3 Testing with Postman - adamhockemeyer/Azure-Functions---CosmosDB-ResourceToken-Broker GitHub Wiki

Testing with Postman as a client

For simple testing, I'm going to use Postman to demonstrate exchanging an Azure authenticated credential with the Azure Function which will create an user in Cosmos DB, create a permission for that user, and return a Cosmos DB resource token which can then be used for subsequent calls directly to Cosmos DB from the client SDK.

It should be noted that typically a client sdk such as the Microsoft.Azure.Mobile.Client would typically handle redirecting you to the appropriate login url (based on what you selected) and take care of retrieving the token from the result.

Login


To be able to login to our functions that we previously added authentication to, we can open a browser and type the following into the url:

Provider would be aad, google, facebook, microsoftaccount, or twitter.

Entering this url will either prompt you to authenticate with the selected provider, or, if you have already authenticated with the provider and a cookie is present in your browser, you will be redirected then to login/done page.

Also for reference, you can go to the following link to logout of your session:

Login

After you login, your browser will redirect to a different url which actually has your authentication token url encoded into it. Copy this.

Login Success URL

If you then take this url and paste it into a a url decoding service, you will get a JSON result which includes your authentication token or easyauth token.

You will want to copy authenticationToken and pass it in the header of our Postman calls so that the request is authenticated.

Login Result

Get the Authentication Token


Now that you have your authentication token, you can use this to call resources that have been protected in Azure using the "Authentication\Authorization" page that we saw in the setup of our Function App.

By using the "Authentication\Authorization", we need to pass this token a certain way in order for the pipeline to detect that the request has been authenticated. Azure uses a plain header (read: not Authentication header) called key "x-zumo-auth" along with the value of the decoded token (starting with "ey") as described above.

With Postman, we can setup the header, and call /.auth/me, another special url that is setup since we have enabled the "Authentication\Authorization". This url will give additional information and claims about you as the user logged in.

We want a piece of this information in our ResourceTokenBroker function app code so that we can get the user_id of the user that is signed into the app.

Postman Auth Details

Get Details with the Token


If we scroll towards the bottom of the JSON result, you will see a property of "user_id" and the value will most likely be your email address. This is what the code in the Functions App will call to get the user_id of the current user requesting access for a resource token.

Postman Auth User ID

Get Cosmos DB Resource Token


Finally! We can use the authentication token we received from login in to call our "CosmosDBResourceToken" function which returns us a resource token that the client app can then use to make calls to Cosmos DB directly.
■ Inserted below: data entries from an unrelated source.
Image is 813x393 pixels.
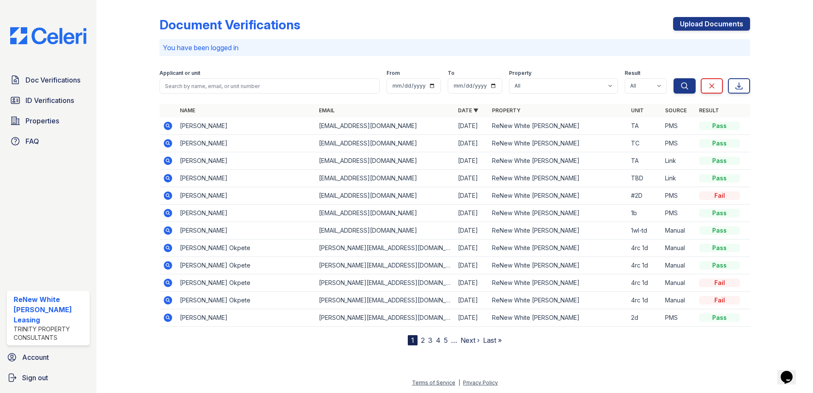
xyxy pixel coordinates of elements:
[315,309,454,326] td: [PERSON_NAME][EMAIL_ADDRESS][DOMAIN_NAME]
[699,156,740,165] div: Pass
[315,187,454,204] td: [EMAIL_ADDRESS][DOMAIN_NAME]
[386,70,400,77] label: From
[699,278,740,287] div: Fail
[176,135,315,152] td: [PERSON_NAME]
[7,71,90,88] a: Doc Verifications
[661,239,695,257] td: Manual
[699,107,719,114] a: Result
[661,135,695,152] td: PMS
[421,336,425,344] a: 2
[454,309,488,326] td: [DATE]
[488,187,627,204] td: ReNew White [PERSON_NAME]
[176,222,315,239] td: [PERSON_NAME]
[488,274,627,292] td: ReNew White [PERSON_NAME]
[627,257,661,274] td: 4rc 1d
[176,170,315,187] td: [PERSON_NAME]
[7,112,90,129] a: Properties
[436,336,440,344] a: 4
[661,170,695,187] td: Link
[488,292,627,309] td: ReNew White [PERSON_NAME]
[444,336,448,344] a: 5
[7,92,90,109] a: ID Verifications
[176,309,315,326] td: [PERSON_NAME]
[3,349,93,366] a: Account
[488,222,627,239] td: ReNew White [PERSON_NAME]
[627,170,661,187] td: TBD
[454,222,488,239] td: [DATE]
[176,292,315,309] td: [PERSON_NAME] Okpete
[163,43,746,53] p: You have been logged in
[454,187,488,204] td: [DATE]
[315,292,454,309] td: [PERSON_NAME][EMAIL_ADDRESS][DOMAIN_NAME]
[408,335,417,345] div: 1
[627,187,661,204] td: #2D
[14,325,86,342] div: Trinity Property Consultants
[315,274,454,292] td: [PERSON_NAME][EMAIL_ADDRESS][DOMAIN_NAME]
[483,336,502,344] a: Last »
[319,107,335,114] a: Email
[488,117,627,135] td: ReNew White [PERSON_NAME]
[454,152,488,170] td: [DATE]
[699,244,740,252] div: Pass
[428,336,432,344] a: 3
[315,257,454,274] td: [PERSON_NAME][EMAIL_ADDRESS][DOMAIN_NAME]
[463,379,498,386] a: Privacy Policy
[661,117,695,135] td: PMS
[699,296,740,304] div: Fail
[454,204,488,222] td: [DATE]
[488,170,627,187] td: ReNew White [PERSON_NAME]
[315,239,454,257] td: [PERSON_NAME][EMAIL_ADDRESS][DOMAIN_NAME]
[699,226,740,235] div: Pass
[627,222,661,239] td: 1wl-td
[492,107,520,114] a: Property
[14,294,86,325] div: ReNew White [PERSON_NAME] Leasing
[627,135,661,152] td: TC
[488,135,627,152] td: ReNew White [PERSON_NAME]
[661,257,695,274] td: Manual
[176,257,315,274] td: [PERSON_NAME] Okpete
[661,187,695,204] td: PMS
[627,274,661,292] td: 4rc 1d
[665,107,687,114] a: Source
[627,239,661,257] td: 4rc 1d
[661,292,695,309] td: Manual
[3,27,93,44] img: CE_Logo_Blue-a8612792a0a2168367f1c8372b55b34899dd931a85d93a1a3d3e32e68fde9ad4.png
[454,135,488,152] td: [DATE]
[488,239,627,257] td: ReNew White [PERSON_NAME]
[180,107,195,114] a: Name
[488,309,627,326] td: ReNew White [PERSON_NAME]
[315,152,454,170] td: [EMAIL_ADDRESS][DOMAIN_NAME]
[315,135,454,152] td: [EMAIL_ADDRESS][DOMAIN_NAME]
[624,70,640,77] label: Result
[458,379,460,386] div: |
[159,70,200,77] label: Applicant or unit
[488,257,627,274] td: ReNew White [PERSON_NAME]
[627,117,661,135] td: TA
[454,257,488,274] td: [DATE]
[448,70,454,77] label: To
[661,222,695,239] td: Manual
[661,204,695,222] td: PMS
[412,379,455,386] a: Terms of Service
[315,170,454,187] td: [EMAIL_ADDRESS][DOMAIN_NAME]
[699,122,740,130] div: Pass
[661,274,695,292] td: Manual
[699,191,740,200] div: Fail
[26,95,74,105] span: ID Verifications
[315,117,454,135] td: [EMAIL_ADDRESS][DOMAIN_NAME]
[699,139,740,148] div: Pass
[176,274,315,292] td: [PERSON_NAME] Okpete
[627,292,661,309] td: 4rc 1d
[488,204,627,222] td: ReNew White [PERSON_NAME]
[22,352,49,362] span: Account
[777,359,804,384] iframe: chat widget
[159,78,380,94] input: Search by name, email, or unit number
[3,369,93,386] a: Sign out
[451,335,457,345] span: …
[176,239,315,257] td: [PERSON_NAME] Okpete
[315,204,454,222] td: [EMAIL_ADDRESS][DOMAIN_NAME]
[454,239,488,257] td: [DATE]
[26,75,80,85] span: Doc Verifications
[159,17,300,32] div: Document Verifications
The resource token is used by the client sdk to make calls to Cosmos DB based on the permissions that the resource token has for the user.

The object received back from our function include the resource token that we got from Cosmos DB, as well as some helper information such as when the resource token expires (unix epoch time) and the userid of who the token is for.

Note 1: Ensure that the resource token has the word "resource" in it and not "master". If you gave a user a "master" key, they would potentially have the ability to do any administrative (add/delete) tasks, similar to the Azure portal.

Note 2: Notice the "code" query string parameter. If you have enabled "function" authentication for your function app, you will need to get your function code from the settings in the portal. This is a code that is appended to function calls to add as an additional layer against unwanted requests. "anonymous" authentication would not require this code to be in the query string.

Get Resource Token

The same access token that we decoded above could then be used to access any protected resource in our function app. Note that this is just the "Authentication" part, which says that the user is can come in, but then you still will need to manage the "Authorization" part which allows the user to only access the information that they have permission to.